Event

2022 A. Jean de Grandpré Lecture

Wednesday, September 7, 2022 19:00to20:00
Raymond Building R2-045 (entrance through the Macdonald-Stewart Building), 21111 Lakeshore Road, St Anne de Bellevue, QC, H9X 3V9, CA

The 2022 A. Jean de Grandpré Lecture will be held September 7th, welcoming Raven Swamp, Turtle Clan of Kahnawà:ke Mohawk Territory, Greenhouse Facilitator at Karonhianónhnha Tsi Ionterihwaienstáhkhwa and the co-founder of the grassroots initiative the Kahnawà:ke Community Garden. She will be presenting her talk entitled “Building Community from Indigenous Food Security”.

The event will be held both in person and online. For people choosing to attend in person, we ask that you register before the event.

Refreshments will also be served during the event.

The lecture will be live-streamed on the YouTube channel and will be available to watch after the event. Even if you are watching online, you can ask our speaker questions using the form provided. You can submit questions via webform both before and during the event.

Speaker

Raven Swamp

Greenhouse Facilitator, Karonhianónhnha Tsi Ionterihwaienstáhkhwa

Raven Swamp is currently the Greenhouse Facilitator at Karonhianónhnha Tsi Ionterihwaienstáhkhwa elementary school and a co-founding member of the grassroots initiative the Kahnawà:ke Community Garden, which aims to revitalize traditional planting practices within the community of Kahnawà:ke. In 2017 she was crowned with the title of Miss Indian World at the Gathering of Nations Powwow and reigned on a platform of Indigenous Language Revitalization and Indigenous Food Sovereignty. Throughout her travels across Turtle Island, she addressed the importance of these practices and their impact on the identities of Indigenous Peoples. It is her personal belief that with the full implementation of these practices in daily life we may restore a traditional way of being as lost through years of colonization.

Moderator

Murray Humphries

Associate Professor, Department of Natural Resource Sciences, Director, Center for Indigenous Peoples’ Nutrition and Environment (CINE)

Murray Humphries’s research focuses on environmental determinants of wildlife physiology, behaviour, and trophic interactions, as well as the contributions of wildlife conservation to the traditional food systems of Indigenous Peoples. Since 2010, Prof. Humphries has served as academic director of McGill’s Centre for Indigenous Peoples’ Nutrition and Environment, an interdisciplinary research centre dedicated to community-based research on food and the environment. Murray also holds the McGill Chair in Northern Research, funded by the Institut Nordique du Québec. In this role, Murray initiated and currently leads McGill North, a network of northern and circumpolar researchers at McGill, including professors, post-docs, and graduate students from 9 faculties and more than 20 departments/units. His teaching curriculum has recently expanded to a new Indigenous success pathway program, developed in partnership with Cree organizations based in northern Quebec, to provide professional development training in fish and wildlife sciences for community officers.


Important Information on COVID-19
McGill-sponsored events follow local guidelines and policies to lower the risk of COVID-19 transmission. Even where masks are no longer obligatory, they remain strongly encouraged.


» Your objective: Output the full listing that appears below, exactly as it is presented.

*** Opening Data to examine ***

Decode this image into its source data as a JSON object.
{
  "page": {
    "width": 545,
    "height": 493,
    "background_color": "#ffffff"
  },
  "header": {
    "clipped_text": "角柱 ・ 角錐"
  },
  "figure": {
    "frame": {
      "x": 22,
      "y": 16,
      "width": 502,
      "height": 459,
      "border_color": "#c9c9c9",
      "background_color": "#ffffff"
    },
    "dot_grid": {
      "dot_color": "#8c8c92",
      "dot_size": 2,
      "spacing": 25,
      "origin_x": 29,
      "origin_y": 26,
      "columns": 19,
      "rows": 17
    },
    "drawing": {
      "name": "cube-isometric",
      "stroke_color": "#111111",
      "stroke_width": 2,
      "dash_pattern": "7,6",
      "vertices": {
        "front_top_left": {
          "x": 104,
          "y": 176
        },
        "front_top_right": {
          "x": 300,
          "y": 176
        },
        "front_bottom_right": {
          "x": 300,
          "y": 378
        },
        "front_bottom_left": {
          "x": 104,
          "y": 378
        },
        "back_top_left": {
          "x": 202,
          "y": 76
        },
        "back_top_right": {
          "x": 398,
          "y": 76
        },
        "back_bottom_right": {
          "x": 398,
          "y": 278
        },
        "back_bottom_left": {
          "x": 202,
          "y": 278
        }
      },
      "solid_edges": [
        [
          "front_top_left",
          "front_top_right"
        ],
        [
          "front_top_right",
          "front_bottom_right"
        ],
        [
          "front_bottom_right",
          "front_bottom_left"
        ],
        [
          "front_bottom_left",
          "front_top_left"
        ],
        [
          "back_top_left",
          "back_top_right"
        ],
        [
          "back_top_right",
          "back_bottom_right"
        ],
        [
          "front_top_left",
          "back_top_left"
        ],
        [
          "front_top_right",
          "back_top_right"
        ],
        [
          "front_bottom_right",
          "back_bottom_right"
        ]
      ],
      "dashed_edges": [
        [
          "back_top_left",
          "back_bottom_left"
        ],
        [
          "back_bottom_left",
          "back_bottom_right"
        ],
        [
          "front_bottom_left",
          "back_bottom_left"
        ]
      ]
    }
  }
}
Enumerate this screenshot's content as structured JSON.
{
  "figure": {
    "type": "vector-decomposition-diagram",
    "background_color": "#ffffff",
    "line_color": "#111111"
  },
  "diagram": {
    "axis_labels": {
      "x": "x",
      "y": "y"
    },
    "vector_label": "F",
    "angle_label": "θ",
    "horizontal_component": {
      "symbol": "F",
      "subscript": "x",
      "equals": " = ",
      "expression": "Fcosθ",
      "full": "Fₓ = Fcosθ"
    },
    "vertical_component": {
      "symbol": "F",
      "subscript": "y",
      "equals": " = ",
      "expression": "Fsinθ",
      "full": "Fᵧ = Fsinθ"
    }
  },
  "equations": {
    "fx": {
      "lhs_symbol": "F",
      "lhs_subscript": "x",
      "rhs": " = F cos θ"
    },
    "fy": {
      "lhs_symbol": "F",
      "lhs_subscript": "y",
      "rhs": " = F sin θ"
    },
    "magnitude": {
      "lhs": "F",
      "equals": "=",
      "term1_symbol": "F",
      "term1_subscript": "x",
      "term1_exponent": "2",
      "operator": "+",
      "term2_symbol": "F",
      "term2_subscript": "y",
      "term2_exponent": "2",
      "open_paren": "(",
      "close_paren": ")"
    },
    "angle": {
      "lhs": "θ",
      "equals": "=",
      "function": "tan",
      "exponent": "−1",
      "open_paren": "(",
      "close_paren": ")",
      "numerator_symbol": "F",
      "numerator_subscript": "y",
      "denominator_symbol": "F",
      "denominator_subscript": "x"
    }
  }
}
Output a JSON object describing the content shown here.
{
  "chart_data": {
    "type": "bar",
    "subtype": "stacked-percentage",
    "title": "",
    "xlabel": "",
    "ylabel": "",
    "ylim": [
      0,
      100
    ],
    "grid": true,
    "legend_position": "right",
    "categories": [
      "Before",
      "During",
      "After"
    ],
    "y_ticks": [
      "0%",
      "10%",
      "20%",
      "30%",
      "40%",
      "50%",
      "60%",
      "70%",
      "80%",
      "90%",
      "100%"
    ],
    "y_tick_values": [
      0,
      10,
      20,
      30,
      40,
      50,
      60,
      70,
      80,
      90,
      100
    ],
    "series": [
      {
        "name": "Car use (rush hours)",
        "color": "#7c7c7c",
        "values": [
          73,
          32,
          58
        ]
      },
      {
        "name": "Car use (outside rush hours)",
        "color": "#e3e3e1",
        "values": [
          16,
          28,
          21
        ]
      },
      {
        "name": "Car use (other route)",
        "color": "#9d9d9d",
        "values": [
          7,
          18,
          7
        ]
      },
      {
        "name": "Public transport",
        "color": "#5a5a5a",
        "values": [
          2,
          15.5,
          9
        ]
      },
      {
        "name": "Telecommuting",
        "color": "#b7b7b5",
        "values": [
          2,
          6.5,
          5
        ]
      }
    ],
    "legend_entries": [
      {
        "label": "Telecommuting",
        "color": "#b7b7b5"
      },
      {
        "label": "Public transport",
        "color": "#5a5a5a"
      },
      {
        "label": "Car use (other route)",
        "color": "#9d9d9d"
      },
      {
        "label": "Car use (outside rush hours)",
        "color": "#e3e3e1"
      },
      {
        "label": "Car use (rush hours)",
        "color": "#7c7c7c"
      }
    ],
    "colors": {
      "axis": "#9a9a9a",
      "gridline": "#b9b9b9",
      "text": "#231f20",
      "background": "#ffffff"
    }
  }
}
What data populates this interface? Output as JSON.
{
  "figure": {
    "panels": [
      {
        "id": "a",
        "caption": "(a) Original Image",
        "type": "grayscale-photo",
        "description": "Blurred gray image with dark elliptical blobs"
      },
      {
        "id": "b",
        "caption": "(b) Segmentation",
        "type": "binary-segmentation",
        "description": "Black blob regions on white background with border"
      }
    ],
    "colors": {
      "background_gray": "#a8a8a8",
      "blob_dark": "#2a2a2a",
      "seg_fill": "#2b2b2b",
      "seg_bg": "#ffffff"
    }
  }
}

*** Closing Data to examine ***

» Output:
Decode this image into its source data as a JSON object.
{
  "page": {
    "width": 545,
    "height": 493,
    "background_color": "#ffffff"
  },
  "header": {
    "clipped_text": "角柱 ・ 角錐"
  },
  "figure": {
    "frame": {
      "x": 22,
      "y": 16,
      "width": 502,
      "height": 459,
      "border_color": "#c9c9c9",
      "background_color": "#ffffff"
    },
    "dot_grid": {
      "dot_color": "#8c8c92",
      "dot_size": 2,
      "spacing": 25,
      "origin_x": 29,
      "origin_y": 26,
      "columns": 19,
      "rows": 17
    },
    "drawing": {
      "name": "cube-isometric",
      "stroke_color": "#111111",
      "stroke_width": 2,
      "dash_pattern": "7,6",
      "vertices": {
        "front_top_left": {
          "x": 104,
          "y": 176
        },
        "front_top_right": {
          "x": 300,
          "y": 176
        },
        "front_bottom_right": {
          "x": 300,
          "y": 378
        },
        "front_bottom_left": {
          "x": 104,
          "y": 378
        },
        "back_top_left": {
          "x": 202,
          "y": 76
        },
        "back_top_right": {
          "x": 398,
          "y": 76
        },
        "back_bottom_right": {
          "x": 398,
          "y": 278
        },
        "back_bottom_left": {
          "x": 202,
          "y": 278
        }
      },
      "solid_edges": [
        [
          "front_top_left",
          "front_top_right"
        ],
        [
          "front_top_right",
          "front_bottom_right"
        ],
        [
          "front_bottom_right",
          "front_bottom_left"
        ],
        [
          "front_bottom_left",
          "front_top_left"
        ],
        [
          "back_top_left",
          "back_top_right"
        ],
        [
          "back_top_right",
          "back_bottom_right"
        ],
        [
          "front_top_left",
          "back_top_left"
        ],
        [
          "front_top_right",
          "back_top_right"
        ],
        [
          "front_bottom_right",
          "back_bottom_right"
        ]
      ],
      "dashed_edges": [
        [
          "back_top_left",
          "back_bottom_left"
        ],
        [
          "back_bottom_left",
          "back_bottom_right"
        ],
        [
          "front_bottom_left",
          "back_bottom_left"
        ]
      ]
    }
  }
}
Enumerate this screenshot's content as structured JSON.
{
  "figure": {
    "type": "vector-decomposition-diagram",
    "background_color": "#ffffff",
    "line_color": "#111111"
  },
  "diagram": {
    "axis_labels": {
      "x": "x",
      "y": "y"
    },
    "vector_label": "F",
    "angle_label": "θ",
    "horizontal_component": {
      "symbol": "F",
      "subscript": "x",
      "equals": " = ",
      "expression": "Fcosθ",
      "full": "Fₓ = Fcosθ"
    },
    "vertical_component": {
      "symbol": "F",
      "subscript": "y",
      "equals": " = ",
      "expression": "Fsinθ",
      "full": "Fᵧ = Fsinθ"
    }
  },
  "equations": {
    "fx": {
      "lhs_symbol": "F",
      "lhs_subscript": "x",
      "rhs": " = F cos θ"
    },
    "fy": {
      "lhs_symbol": "F",
      "lhs_subscript": "y",
      "rhs": " = F sin θ"
    },
    "magnitude": {
      "lhs": "F",
      "equals": "=",
      "term1_symbol": "F",
      "term1_subscript": "x",
      "term1_exponent": "2",
      "operator": "+",
      "term2_symbol": "F",
      "term2_subscript": "y",
      "term2_exponent": "2",
      "open_paren": "(",
      "close_paren": ")"
    },
    "angle": {
      "lhs": "θ",
      "equals": "=",
      "function": "tan",
      "exponent": "−1",
      "open_paren": "(",
      "close_paren": ")",
      "numerator_symbol": "F",
      "numerator_subscript": "y",
      "denominator_symbol": "F",
      "denominator_subscript": "x"
    }
  }
}
Output a JSON object describing the content shown here.
{
  "chart_data": {
    "type": "bar",
    "subtype": "stacked-percentage",
    "title": "",
    "xlabel": "",
    "ylabel": "",
    "ylim": [
      0,
      100
    ],
    "grid": true,
    "legend_position": "right",
    "categories": [
      "Before",
      "During",
      "After"
    ],
    "y_ticks": [
      "0%",
      "10%",
      "20%",
      "30%",
      "40%",
      "50%",
      "60%",
      "70%",
      "80%",
      "90%",
      "100%"
    ],
    "y_tick_values": [
      0,
      10,
      20,
      30,
      40,
      50,
      60,
      70,
      80,
      90,
      100
    ],
    "series": [
      {
        "name": "Car use (rush hours)",
        "color": "#7c7c7c",
        "values": [
          73,
          32,
          58
        ]
      },
      {
        "name": "Car use (outside rush hours)",
        "color": "#e3e3e1",
        "values": [
          16,
          28,
          21
        ]
      },
      {
        "name": "Car use (other route)",
        "color": "#9d9d9d",
        "values": [
          7,
          18,
          7
        ]
      },
      {
        "name": "Public transport",
        "color": "#5a5a5a",
        "values": [
          2,
          15.5,
          9
        ]
      },
      {
        "name": "Telecommuting",
        "color": "#b7b7b5",
        "values": [
          2,
          6.5,
          5
        ]
      }
    ],
    "legend_entries": [
      {
        "label": "Telecommuting",
        "color": "#b7b7b5"
      },
      {
        "label": "Public transport",
        "color": "#5a5a5a"
      },
      {
        "label": "Car use (other route)",
        "color": "#9d9d9d"
      },
      {
        "label": "Car use (outside rush hours)",
        "color": "#e3e3e1"
      },
      {
        "label": "Car use (rush hours)",
        "color": "#7c7c7c"
      }
    ],
    "colors": {
      "axis": "#9a9a9a",
      "gridline": "#b9b9b9",
      "text": "#231f20",
      "background": "#ffffff"
    }
  }
}
What data populates this interface? Output as JSON.
{
  "figure": {
    "panels": [
      {
        "id": "a",
        "caption": "(a) Original Image",
        "type": "grayscale-photo",
        "description": "Blurred gray image with dark elliptical blobs"
      },
      {
        "id": "b",
        "caption": "(b) Segmentation",
        "type": "binary-segmentation",
        "description": "Black blob regions on white background with border"
      }
    ],
    "colors": {
      "background_gray": "#a8a8a8",
      "blob_dark": "#2a2a2a",
      "seg_fill": "#2b2b2b",
      "seg_bg": "#ffffff"
    }
  }
}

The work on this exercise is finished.